English Words: M

36,575 words · Page 111 of 732

manscaranoun

Mascara designed for and/or marketed toward men.

manscentnoun

A man's body odor, typically regarded as masculine and attractive, especially in sexual contexts.

manseverb

To excommunicate; curse.

Manseauname

A surname from French.

Manselname

A surname.

Mansellname

A surname from Old French.

mansengnoun

Any of several grape varieties and associated wines from southwest France

mansengsnoun

plural of manseng

Manserghname

A village and civil parish in South Lakeland district, Cumbria, England (OS grid ref SD6082).

manservantnoun

A male servant.

mansesnoun

plural of manse

Mansfieldname

A town in Nottinghamshire, England.

Mansfield barnoun

An underride guard installed on the rear of large trucks or trailers to prevent smaller vehicles from sliding underneath in the event of a rear-end collision.

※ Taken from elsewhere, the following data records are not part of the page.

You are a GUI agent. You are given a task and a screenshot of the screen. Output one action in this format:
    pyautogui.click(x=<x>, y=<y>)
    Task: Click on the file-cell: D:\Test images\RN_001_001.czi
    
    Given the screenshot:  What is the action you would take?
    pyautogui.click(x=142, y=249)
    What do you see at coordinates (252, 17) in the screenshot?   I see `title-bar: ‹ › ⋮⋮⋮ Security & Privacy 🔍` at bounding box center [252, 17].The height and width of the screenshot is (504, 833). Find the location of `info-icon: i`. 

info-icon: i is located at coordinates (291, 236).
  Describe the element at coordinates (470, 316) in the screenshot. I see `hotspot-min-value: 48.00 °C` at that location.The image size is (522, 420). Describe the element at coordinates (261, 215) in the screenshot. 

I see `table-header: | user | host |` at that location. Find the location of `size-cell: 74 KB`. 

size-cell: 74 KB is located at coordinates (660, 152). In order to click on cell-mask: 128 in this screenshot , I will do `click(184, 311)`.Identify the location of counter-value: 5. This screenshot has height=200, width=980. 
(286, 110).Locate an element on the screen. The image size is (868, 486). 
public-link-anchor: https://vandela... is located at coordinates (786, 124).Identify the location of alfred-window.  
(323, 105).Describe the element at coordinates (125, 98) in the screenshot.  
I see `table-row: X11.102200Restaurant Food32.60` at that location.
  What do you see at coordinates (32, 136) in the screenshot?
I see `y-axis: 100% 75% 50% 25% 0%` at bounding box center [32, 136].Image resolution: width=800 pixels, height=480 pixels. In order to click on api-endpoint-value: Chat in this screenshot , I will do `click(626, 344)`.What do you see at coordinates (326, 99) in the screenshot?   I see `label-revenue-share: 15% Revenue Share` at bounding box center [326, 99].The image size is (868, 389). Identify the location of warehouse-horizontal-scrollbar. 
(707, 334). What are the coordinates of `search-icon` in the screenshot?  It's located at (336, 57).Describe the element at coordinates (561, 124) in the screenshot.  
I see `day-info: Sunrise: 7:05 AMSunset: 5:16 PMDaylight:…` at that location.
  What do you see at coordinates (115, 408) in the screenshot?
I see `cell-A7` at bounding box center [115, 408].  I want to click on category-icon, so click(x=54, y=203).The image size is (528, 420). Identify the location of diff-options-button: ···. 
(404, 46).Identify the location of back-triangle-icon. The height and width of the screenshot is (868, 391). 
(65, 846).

Mansfield-et-Pontefractname

A municipality in Pontiac Regional County Municipality, Outaouais region, Quebec, Canada.

mansfielditenoun

An orthorhombic-dipyramidal mineral containing aluminum, arsenic, hydrogen, and oxygen.

mansformationnoun

A transformation into a man.

manshakenoun

An aggressively strong handshake.

manshiftnoun

The amount of work that can be done by one person in one work shift.

manshiplyadv

manly, honorably, faithfully; good qualities of a man; in a courtly, polite manner

Mansinoun

A member of an ethnic group of people who live in Khanty-Mansi autonomous okrug.

mansiclenoun

A cold or frozen man.

mansionnoun

A large luxurious house or building, usually built for the wealthy.

mansion-likeadj

Alternative form of mansionlike.

mansionaladj

Of or relating to a mansion.

mansionaryadj

resident; residentiary

mansionedadj

Having a specified number or kind of mansions.

mansioneernoun

A person who owns a mansion (a large luxurious house).

mansionettenoun

A large and somewhat luxurious house.

mansionizationnoun

The practice of demolishing smaller, older houses in a neighbourhood and replacing them with new ones that occupy the maximum amount of lot space possible and dwarf surrounding dwellings.

mansionlessadj

Without a mansion.

mansionlikeadj

Resembling or characteristic of a mansion.

mansionrynoun

The state of dwelling or residing; occupancy.

manslagnoun

a promiscuous man; a manslut

manslaughtnoun

Manslaughter.

manslaughternoun

The slaying of a human being.

manslaughterernoun

Someone who commits manslaughter.

manslaughteringadj

Committing manslaughter; slaying men.

manslaughterousadj

Of, or pertaining to, manslaughter.

manslayernoun

One who commits homicide or manslaughter

manslayingnoun

The deliberate killing of a human being; murder.

manslotnoun

A smallholding in medieval England, especially one given to a Danish soldier settling in England.

manslutnoun

A womanizer, lothario, or a promiscuous man.

Mansoname

A surname.

mansomeadj

Attractive in a manly or masculine way

Mansonname

A surname transferred from the given name.

mansonelliasisnoun

Alternative form of mansonellosis.

mansonellosisnoun

infection with Mansonella nematodes

Mansonesqueadj

Reminiscent of Charles Manson (1934–2017), American leader of a cult-like criminal group in the 1960s.

Mansonianadj

Of or relating to Charles Manson (1934–2017), American leader of a cult-like criminal group in the 1960s.

Mansonitenoun

A follower of Charles Manson (1934-2017), American leader of a cult-like criminal group in the 1960s.

Spelling & Dictionary Insight

The English alphabetical index for the letter M contains 36,575 headwords drawn from our Wiktionary-derived dictionary table. At 50 entries per page the browse splits into 732 pages, and you are currently viewing page 111. Every row above is a dictionary-backed entry with a canonical slug, and each links through to a full definition page with pronunciation, senses, etymology, and related-word data where available.

On this page 50 of 50 entries carry a part-of-speech tag and 50 carry at least one stored definition. Coverage varies across letters because Wiktionary volunteers build entries at different speeds for different parts of the alphabet, letters with common starting sounds (S, C, T, P) usually have the densest coverage, while less frequent starters (X, Q, Z) tend to have shorter but more specialised lists. PlainSpell surfaces whatever data is present and links back to the source when a definition is not yet recorded.

For readers using this index as a spelling reference, the guarantee is that every form you see on the list is a documented English headword, not a guess, not a derived inflection lacking a lemma row. If a word you expected to find is absent from the "M" list, it usually means the form exists only as an inflection of another lemma (e.g. a past participle stored under the infinitive) or the entry has not yet been imported from Wiktionary. Use the search bar or the misspelling lookup to resolve these cases.